**WORK TO COMPLETE**:
Report all lines from the entries below in which "will" appears.

**DATA FOR THIS TASK**:
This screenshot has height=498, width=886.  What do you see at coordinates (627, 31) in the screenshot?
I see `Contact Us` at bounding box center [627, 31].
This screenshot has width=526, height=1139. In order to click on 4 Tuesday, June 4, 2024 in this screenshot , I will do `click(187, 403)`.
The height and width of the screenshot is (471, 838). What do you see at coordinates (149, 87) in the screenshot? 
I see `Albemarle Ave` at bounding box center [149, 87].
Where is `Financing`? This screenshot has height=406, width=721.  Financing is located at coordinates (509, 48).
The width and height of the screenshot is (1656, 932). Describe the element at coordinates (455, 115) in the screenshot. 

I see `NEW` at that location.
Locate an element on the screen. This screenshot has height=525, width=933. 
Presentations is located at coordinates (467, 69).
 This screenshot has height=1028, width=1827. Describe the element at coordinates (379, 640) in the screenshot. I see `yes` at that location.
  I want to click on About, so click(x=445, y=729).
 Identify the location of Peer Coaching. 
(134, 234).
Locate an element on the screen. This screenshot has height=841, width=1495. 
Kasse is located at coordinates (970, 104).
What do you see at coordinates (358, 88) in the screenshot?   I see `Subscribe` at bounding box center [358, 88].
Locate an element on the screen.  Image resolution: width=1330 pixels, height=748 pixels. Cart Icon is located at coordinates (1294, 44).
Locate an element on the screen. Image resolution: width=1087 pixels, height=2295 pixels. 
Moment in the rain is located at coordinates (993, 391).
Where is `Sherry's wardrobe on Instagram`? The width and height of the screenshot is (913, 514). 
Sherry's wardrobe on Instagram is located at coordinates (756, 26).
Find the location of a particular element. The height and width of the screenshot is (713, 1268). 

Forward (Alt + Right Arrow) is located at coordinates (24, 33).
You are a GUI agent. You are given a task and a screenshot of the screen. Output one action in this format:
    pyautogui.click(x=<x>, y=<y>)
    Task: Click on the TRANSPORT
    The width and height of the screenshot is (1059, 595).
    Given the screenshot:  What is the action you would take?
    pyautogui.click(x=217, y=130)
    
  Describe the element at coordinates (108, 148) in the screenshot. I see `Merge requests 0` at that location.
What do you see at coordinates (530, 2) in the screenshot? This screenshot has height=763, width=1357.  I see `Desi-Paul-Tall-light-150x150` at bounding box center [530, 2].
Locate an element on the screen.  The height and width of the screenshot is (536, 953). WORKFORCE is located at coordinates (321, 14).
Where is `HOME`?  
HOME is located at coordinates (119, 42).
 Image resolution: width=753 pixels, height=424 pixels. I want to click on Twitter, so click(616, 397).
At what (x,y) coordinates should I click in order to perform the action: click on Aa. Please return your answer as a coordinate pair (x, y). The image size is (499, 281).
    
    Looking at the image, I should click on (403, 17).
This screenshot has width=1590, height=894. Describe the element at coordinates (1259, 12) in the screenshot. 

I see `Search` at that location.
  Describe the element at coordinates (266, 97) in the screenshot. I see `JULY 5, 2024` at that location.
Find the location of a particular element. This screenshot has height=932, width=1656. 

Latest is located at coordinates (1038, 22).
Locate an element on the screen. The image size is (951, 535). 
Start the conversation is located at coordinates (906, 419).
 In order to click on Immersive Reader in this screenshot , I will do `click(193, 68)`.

**ANSWER SECTION**:
This screenshot has width=526, height=1139. In order to click on 4 Tuesday, June 4, 2024 in this screenshot , I will do `click(187, 403)`.
 In order to click on Immersive Reader in this screenshot , I will do `click(193, 68)`.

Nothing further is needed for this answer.